-------- Available data

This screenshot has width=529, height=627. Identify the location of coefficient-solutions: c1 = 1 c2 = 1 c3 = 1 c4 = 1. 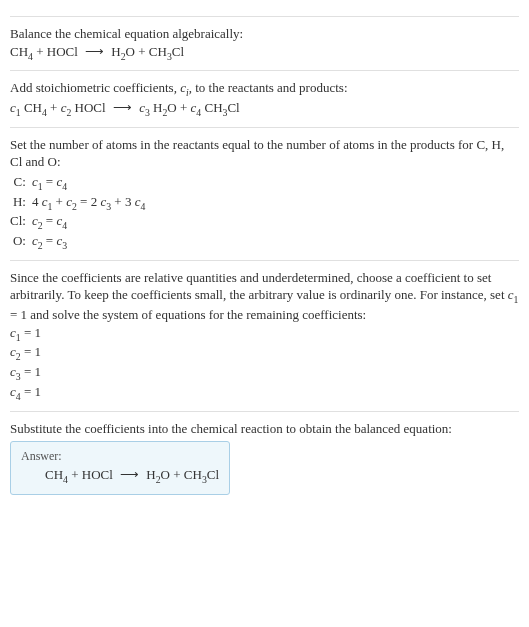
(264, 364).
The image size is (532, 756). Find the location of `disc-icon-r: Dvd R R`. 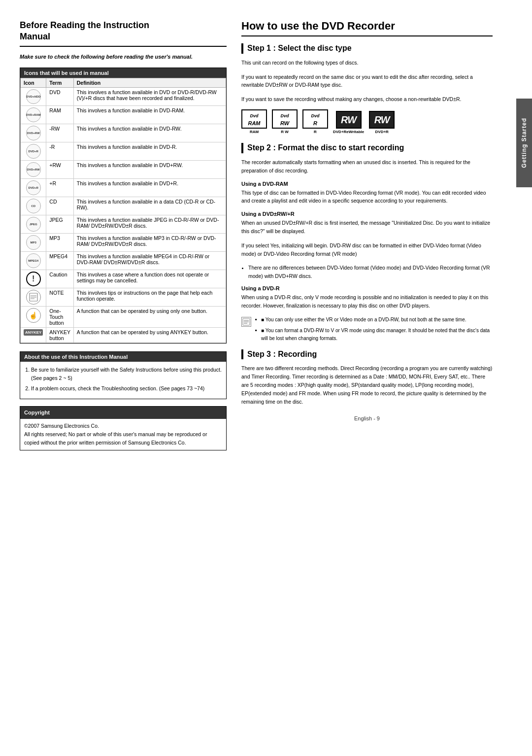

disc-icon-r: Dvd R R is located at coordinates (315, 122).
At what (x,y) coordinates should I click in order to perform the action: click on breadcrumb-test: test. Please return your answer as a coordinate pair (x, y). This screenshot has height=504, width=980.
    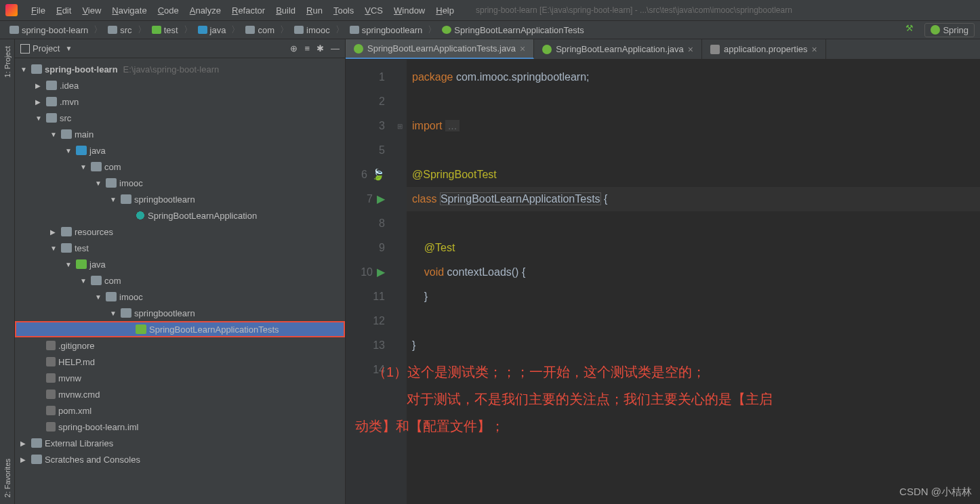
    Looking at the image, I should click on (165, 30).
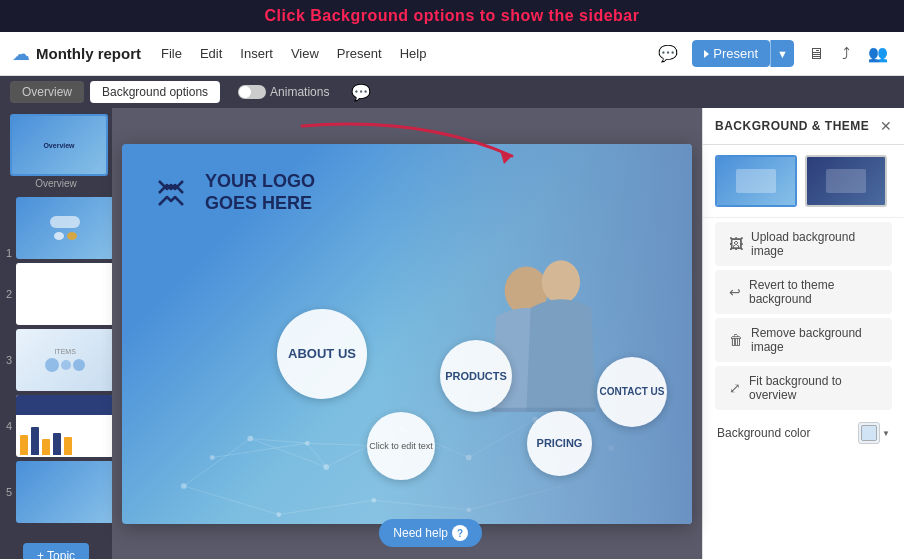  I want to click on need-help-label: Need help, so click(420, 533).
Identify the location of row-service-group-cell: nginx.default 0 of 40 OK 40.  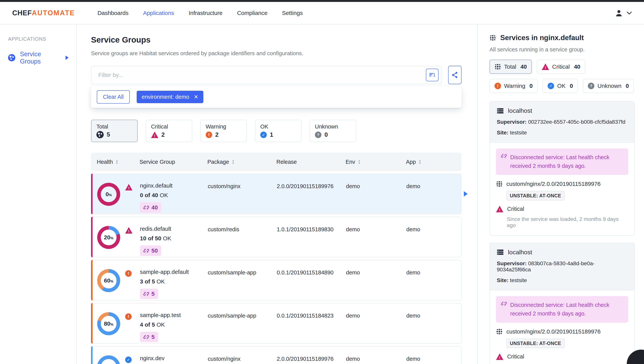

----------------

The expected output is the whole listing, word for word, minus its pictures.

This screenshot has width=529, height=627. Identify the location of coefficient-solutions: c1 = 1 c2 = 1 c3 = 1 c4 = 1. 
(264, 364).
The image size is (532, 756). Find the location of `disc-icon-r: Dvd R R`. 

disc-icon-r: Dvd R R is located at coordinates (315, 122).
At what (x,y) coordinates should I click in order to perform the action: click on breadcrumb-test: test. Please return your answer as a coordinate pair (x, y). This screenshot has height=504, width=980.
    Looking at the image, I should click on (165, 30).
  I want to click on need-help-label: Need help, so click(420, 533).
Identify the location of row-service-group-cell: nginx.default 0 of 40 OK 40.  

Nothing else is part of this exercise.